## [YOUR OBJECTIVE]
Take the lines from the one containing "Locate an element on the screen. The" through the end of the material and write them out exactly, omitting pictures.

BEGIN

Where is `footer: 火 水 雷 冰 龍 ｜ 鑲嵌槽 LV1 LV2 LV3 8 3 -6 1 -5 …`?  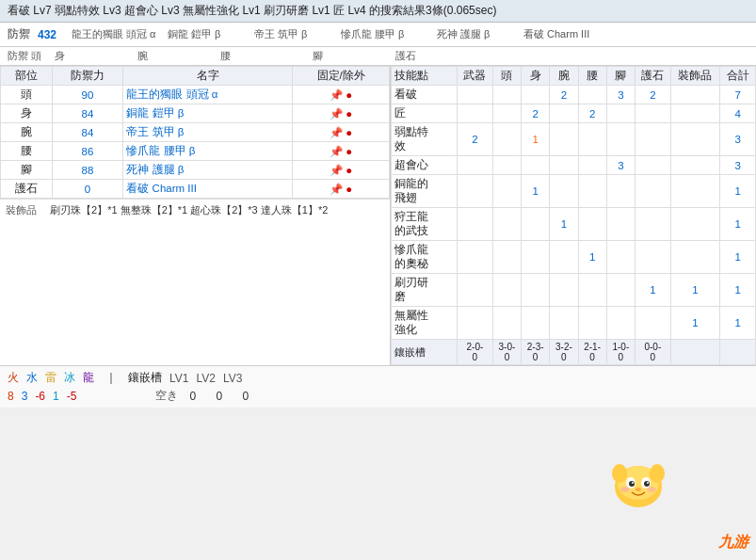 footer: 火 水 雷 冰 龍 ｜ 鑲嵌槽 LV1 LV2 LV3 8 3 -6 1 -5 … is located at coordinates (378, 386).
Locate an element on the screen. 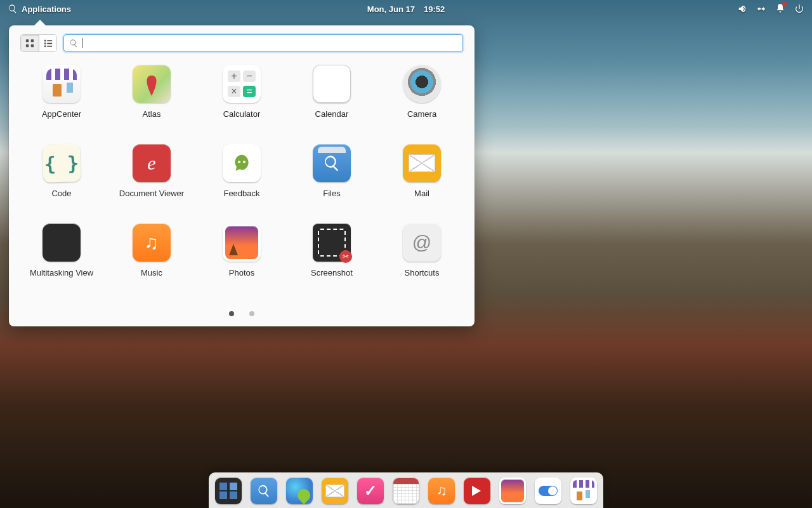 Image resolution: width=812 pixels, height=508 pixels. screenshot-icon is located at coordinates (332, 243).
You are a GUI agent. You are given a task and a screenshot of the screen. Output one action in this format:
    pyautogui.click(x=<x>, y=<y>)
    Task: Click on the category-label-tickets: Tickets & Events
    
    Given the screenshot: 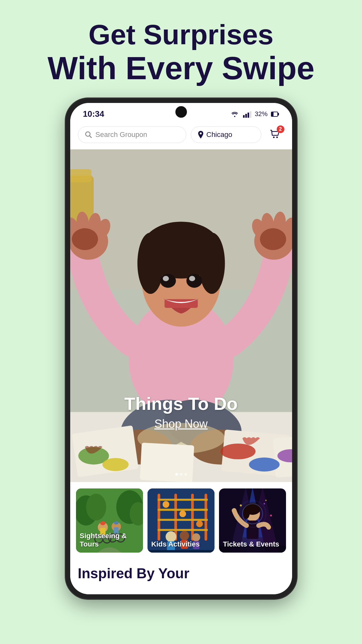 What is the action you would take?
    pyautogui.click(x=253, y=544)
    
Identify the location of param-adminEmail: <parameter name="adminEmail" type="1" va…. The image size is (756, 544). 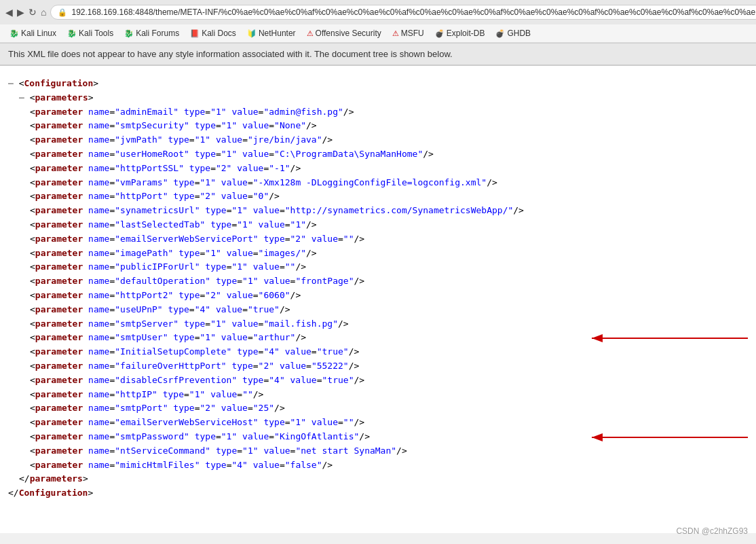
(389, 113).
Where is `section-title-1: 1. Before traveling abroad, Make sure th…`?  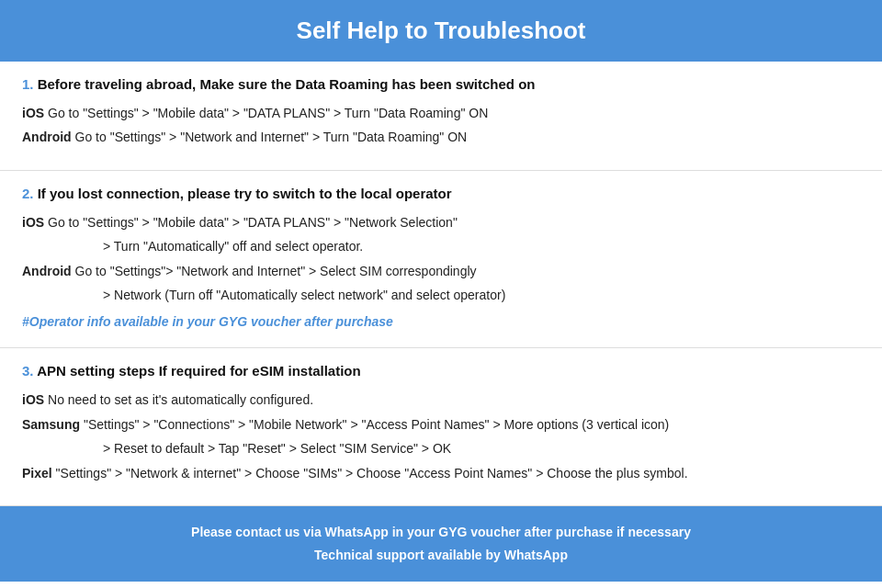 section-title-1: 1. Before traveling abroad, Make sure th… is located at coordinates (441, 85).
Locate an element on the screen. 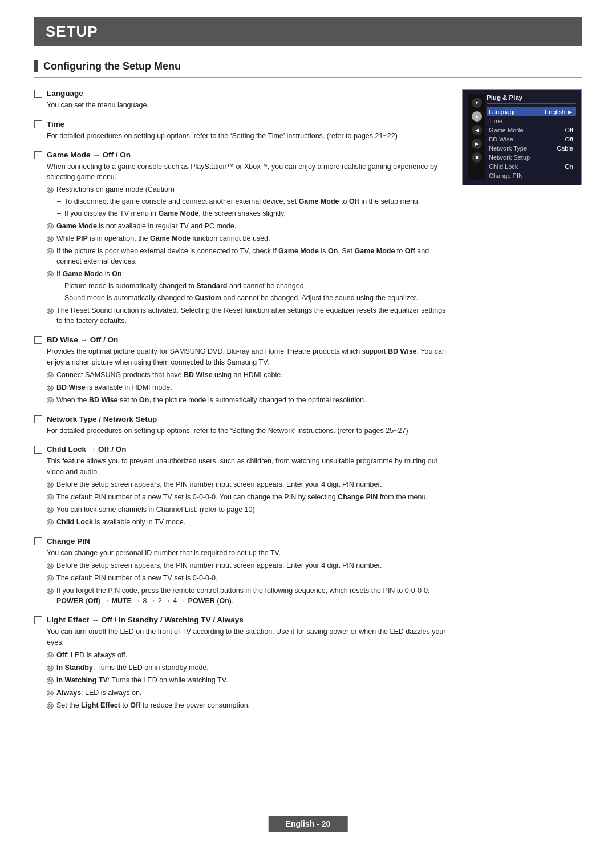 This screenshot has height=849, width=616. tv-menu-row: Change PIN is located at coordinates (531, 176).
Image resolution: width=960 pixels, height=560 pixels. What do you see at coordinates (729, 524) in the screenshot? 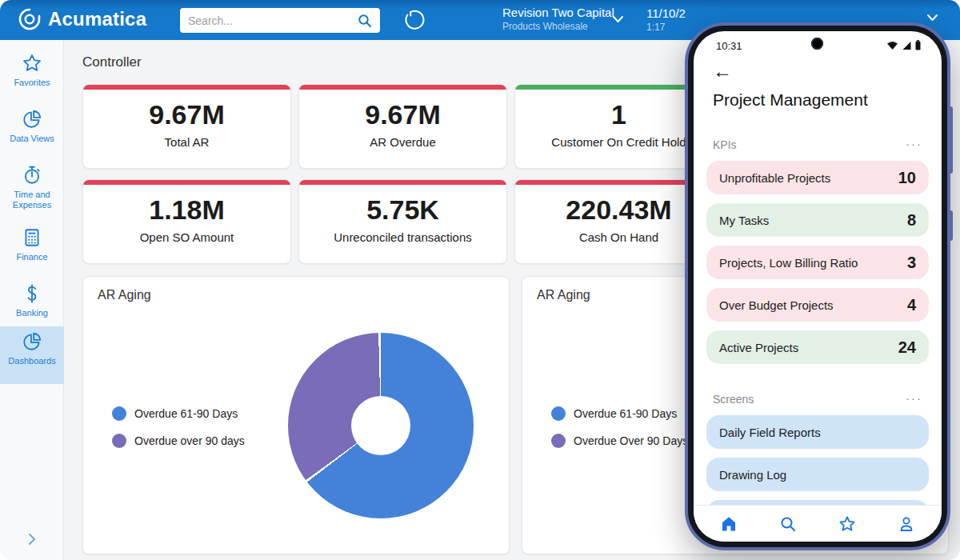
I see `home-icon` at bounding box center [729, 524].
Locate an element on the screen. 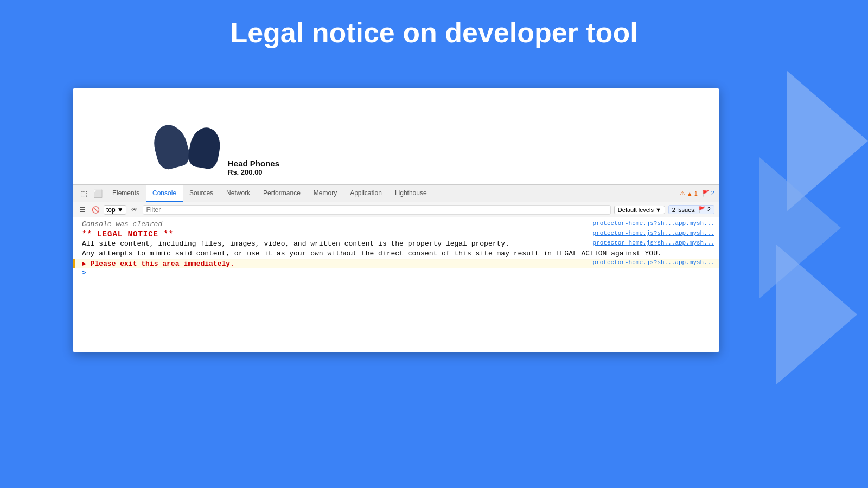 The height and width of the screenshot is (488, 868). default-levels-button: Default levels ▼ is located at coordinates (640, 210).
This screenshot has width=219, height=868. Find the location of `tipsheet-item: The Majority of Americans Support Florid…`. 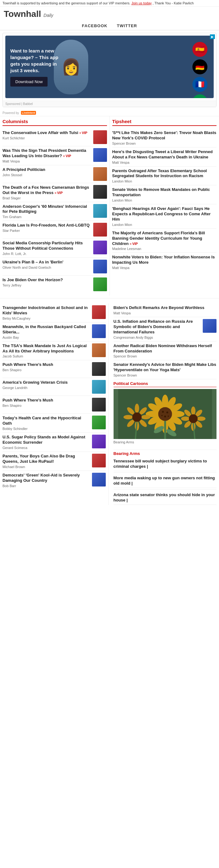

tipsheet-item: The Majority of Americans Support Florid… is located at coordinates (165, 241).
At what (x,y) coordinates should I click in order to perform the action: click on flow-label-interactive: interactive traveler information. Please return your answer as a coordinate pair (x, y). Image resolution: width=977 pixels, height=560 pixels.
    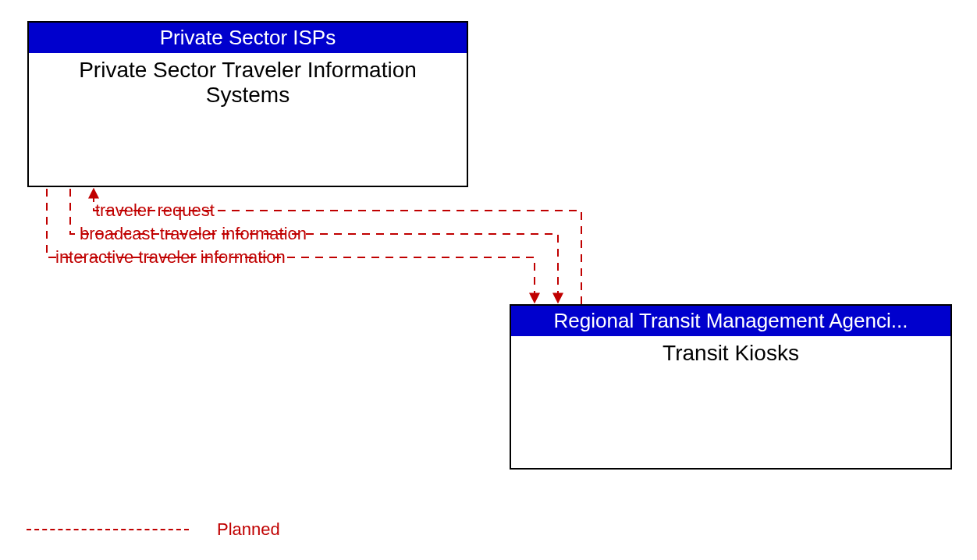
    Looking at the image, I should click on (170, 257).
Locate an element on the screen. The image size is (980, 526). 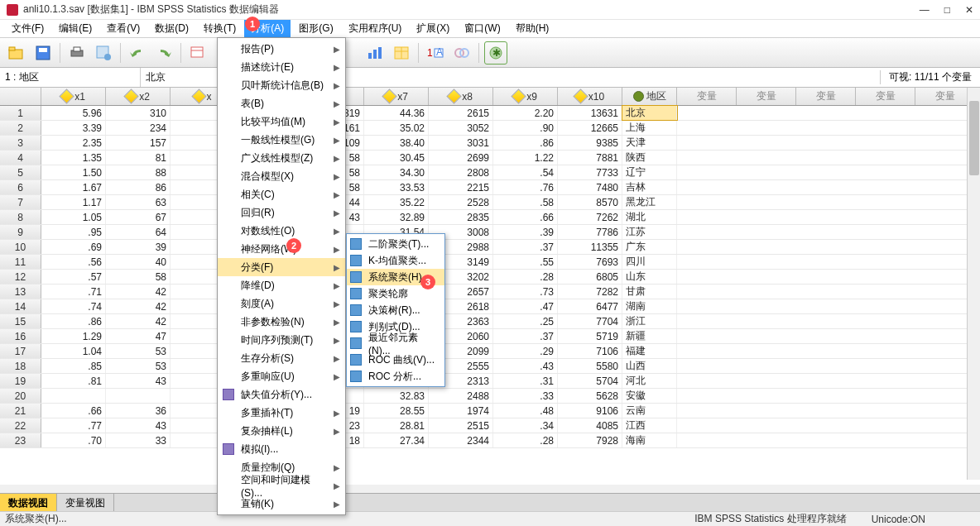
region-cell: 上海 is located at coordinates (650, 127).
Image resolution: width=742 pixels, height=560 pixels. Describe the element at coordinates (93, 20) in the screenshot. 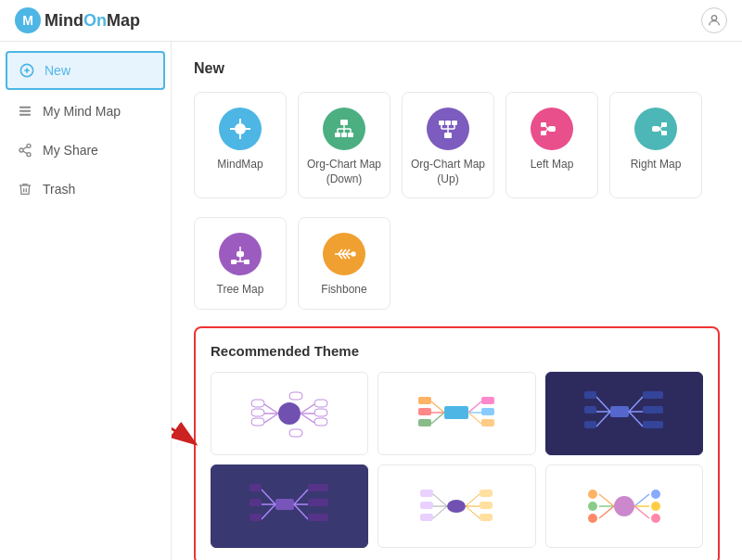

I see `logo-text: MindOnMap` at that location.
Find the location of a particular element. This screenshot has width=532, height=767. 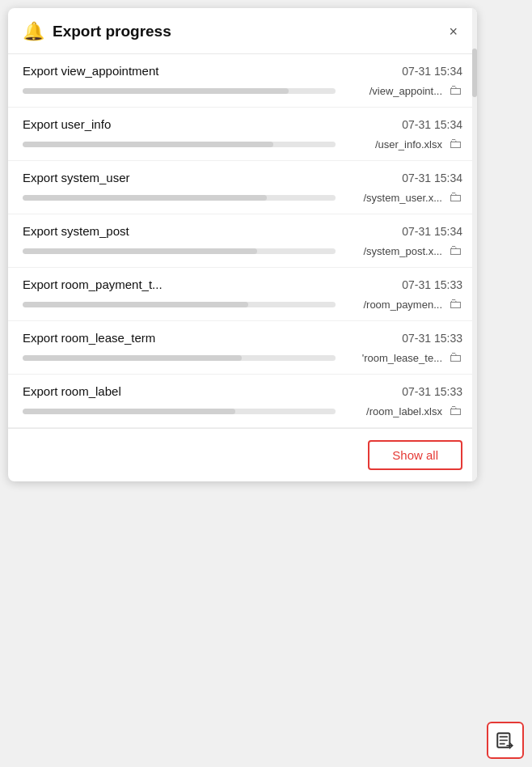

END

## [EXERCISE RESPONSE]
Locate an element on the screen. The image size is (980, 526). 
region-cell: 上海 is located at coordinates (650, 127).
Image resolution: width=742 pixels, height=560 pixels. Describe the element at coordinates (93, 20) in the screenshot. 

I see `logo-text: MindOnMap` at that location.
Find the location of a particular element. This screenshot has width=532, height=767. 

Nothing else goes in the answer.